The Mudcat Café TM
Thread #159570   Message #3781830
Posted By: Steve Shaw
28-Mar-16 - 07:33 AM
Thread Name: BS: An Easter Question
Subject: RE: BS: An Easter Question
"I guess Mr. Shaw was conditioned as a child to see faith only as ideology, and that's too bad."

Guess again. As it happens, my Catholic upbringing was informal, even casual. Not a great start though. A Catholic primary school that wouldn't let us play with the Protestant kids from the school a hundred yards down School Street. Teachers and priests who told us that heaven contained only baptised Catholics. Much concentration on the classification of sins, the wrong kinds of confession and conscience and guilt by the bucketload. Springing people out of purgatory by saying three Hail Marys in an empty church if you chose the right day. Hellfire for eating meat on Fridays until a certain date, after which you could do what you liked. A secondary school that I was sent to, in spite of a bloody long bus journey, because it had a "good reputation," even though there was a perfectly good non-Catholic alternative just down the road. Perish the thought! When I look back, I realise now that the school was run by a bunch of bigoted, narrow-minded Salesian sad cases. But I was soon able to truant from Sunday Mass and go instead to the local dodgy back-street dive with all the other miscreants. Now that WAS an education. But there was no ostracism for slipping away from the faith, no fatwa. Not everyone forced into a religion at birth is so lucky.

" I see bringing kids up in a church as bringing them up in a tradition, a tradition that celebrates and explores birth, death, and life and the events of life according to a treasured tradition and set of rituals."

There is absolutely nothing special about Catholicism with regard to those things. I like tradition myself, but tradition needs to be questioned. We don't like traditional street dancers blacking up, even though the practice is rooted in tradition. We don't hang people in public or sacrifice goats, all honoured traditions. We ridicule people who declare that the woman's place is in the home, but a hundred years ago you'd have taken that to be a sage aphorism.

"My own Catholic upbringing had little to do with ideology. It was growing up in an interesting, rich tradition that I enjoyed - and I received an exceptionally good (and critical) education in the practices of that tradition and the reasoning behind those practices."

Education is giving people the skills to acquire knowledge and to seek what is really true. Your tradition is predicated on a tenet that is almost certainly false, that God exists. An "education" built on that foundation isn't an education at all. there are more appropriate words for it.

"A tradition that you choose as an adult because it's tailored to your needs, just doesn't feel authentic to me..."

If it's tailored to your needs, it isn't a tradition.

As for viewing miracles with scepticism, I don't. Miracles are simply not true. Scepticism means you are open to persuasion, given that further information may be provided. Well that doesn't speak well for your education. Miracles are a big lie. A proper education teaches you to reject such stupidity, along with ghosts, apparitions of the Virgin and telepathy. An education that let's you um and ahh about miracles is seriously flawed.

As for half a dozen people jumping around criticising you, well that's exactly what you do to me! Let's face it, Joe. A revival of those heresy laws would suit you very well!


Once you find the line below that contains "Describe the element", write it out along with every later line exactly as given, stopping only when the records end. Omit the pictures.
[[ Material shown, beginning ]]
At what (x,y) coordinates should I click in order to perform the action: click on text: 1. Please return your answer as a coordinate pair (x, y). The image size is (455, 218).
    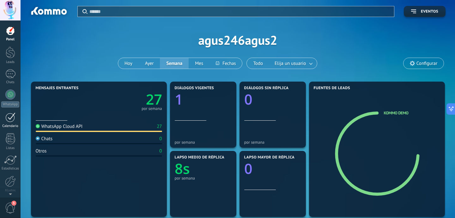
    Looking at the image, I should click on (179, 99).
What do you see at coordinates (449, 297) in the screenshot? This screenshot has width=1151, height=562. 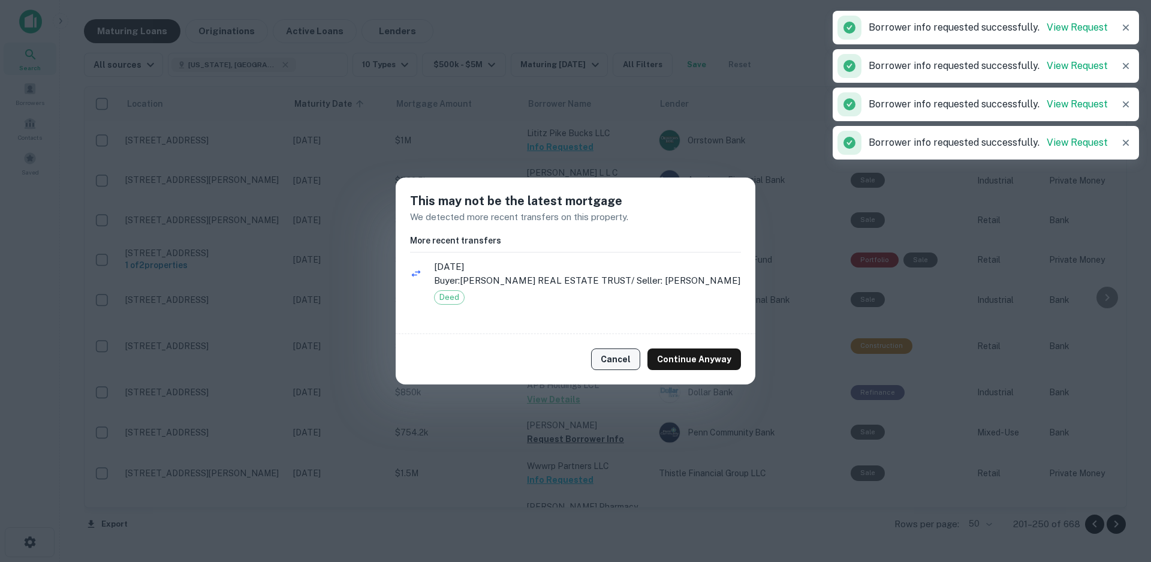 I see `div: Deed` at bounding box center [449, 297].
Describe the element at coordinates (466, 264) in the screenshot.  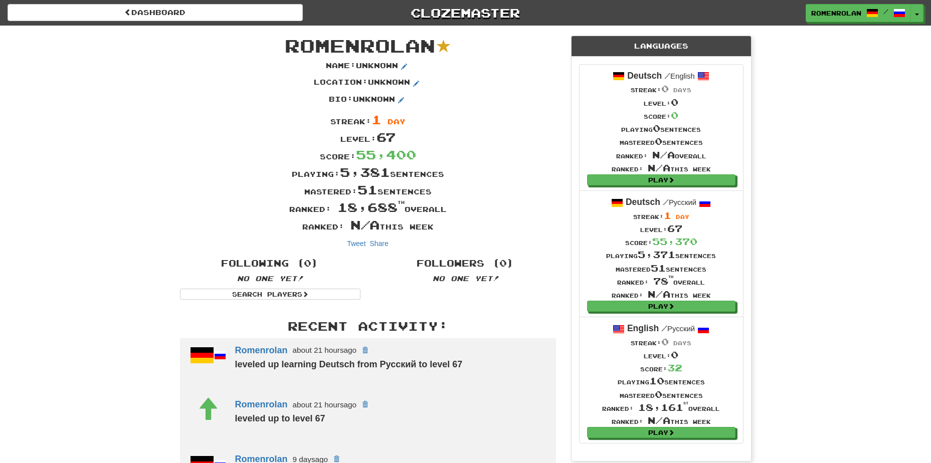
I see `h4: Followers (0)` at that location.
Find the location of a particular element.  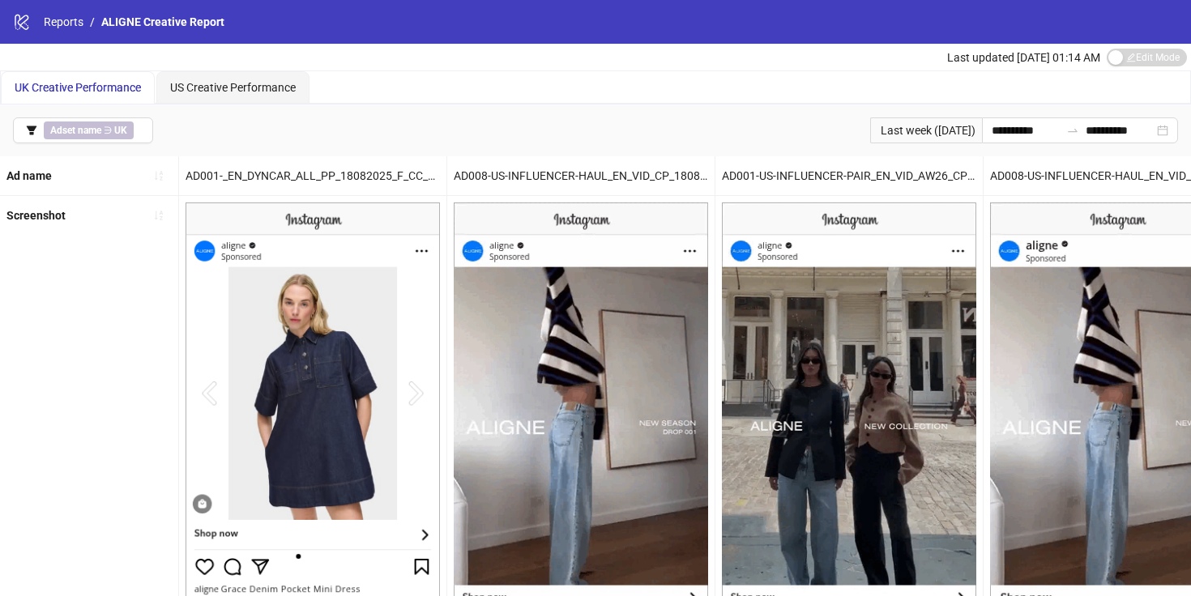

span: swap-right is located at coordinates (1073, 130).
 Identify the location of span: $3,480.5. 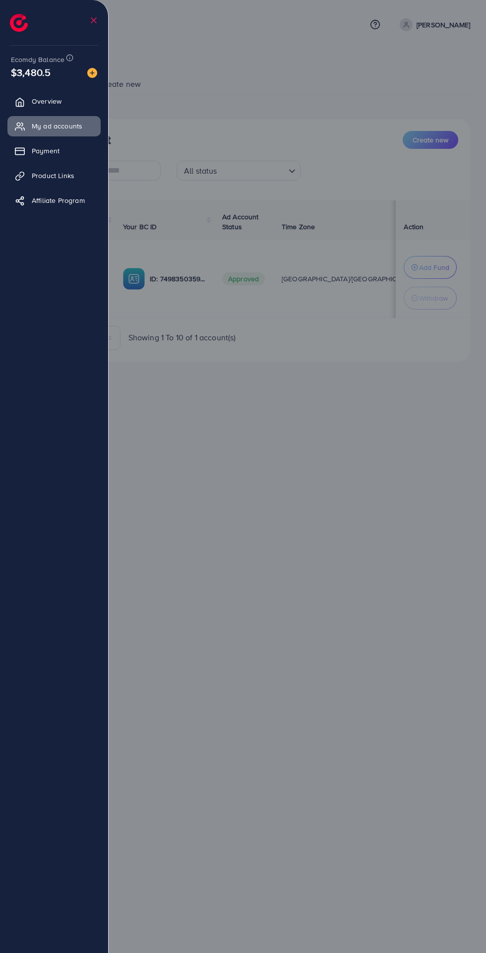
(31, 72).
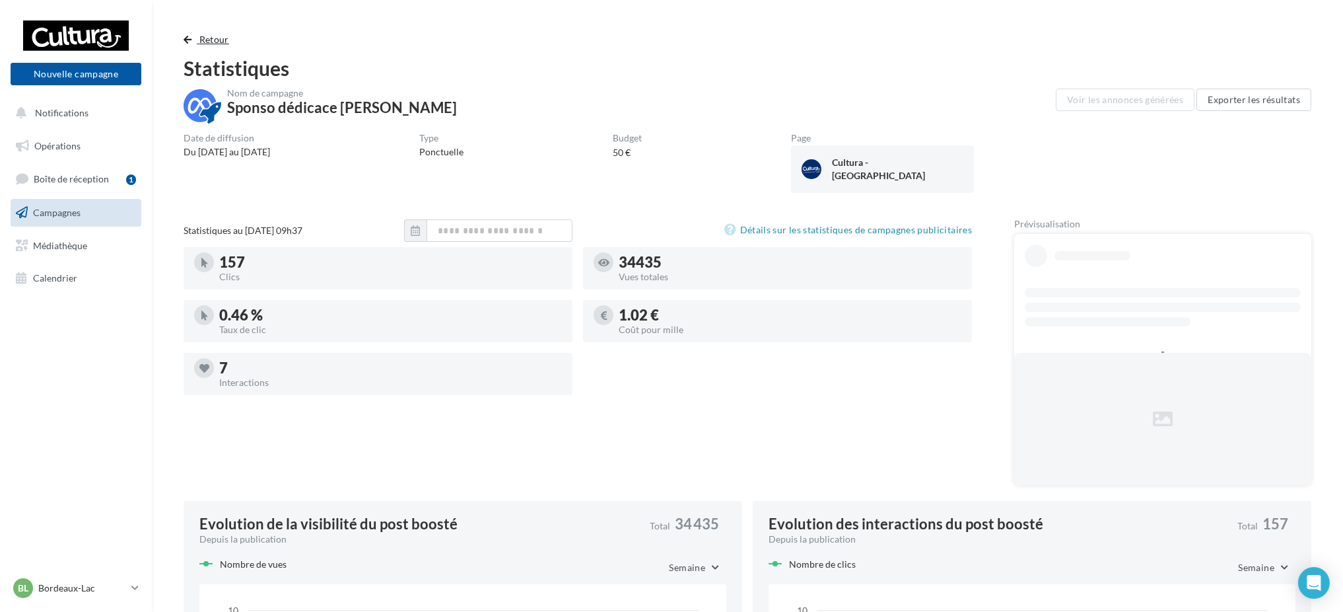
[[ Material shown, end ]]
(Solution to this exercise):
Describe the element at coordinates (466, 264) in the screenshot.  
I see `h4: Followers (0)` at that location.
Find the location of a particular element.  

span: swap-right is located at coordinates (1073, 130).
 Identify the location of span: $3,480.5. 
(31, 72).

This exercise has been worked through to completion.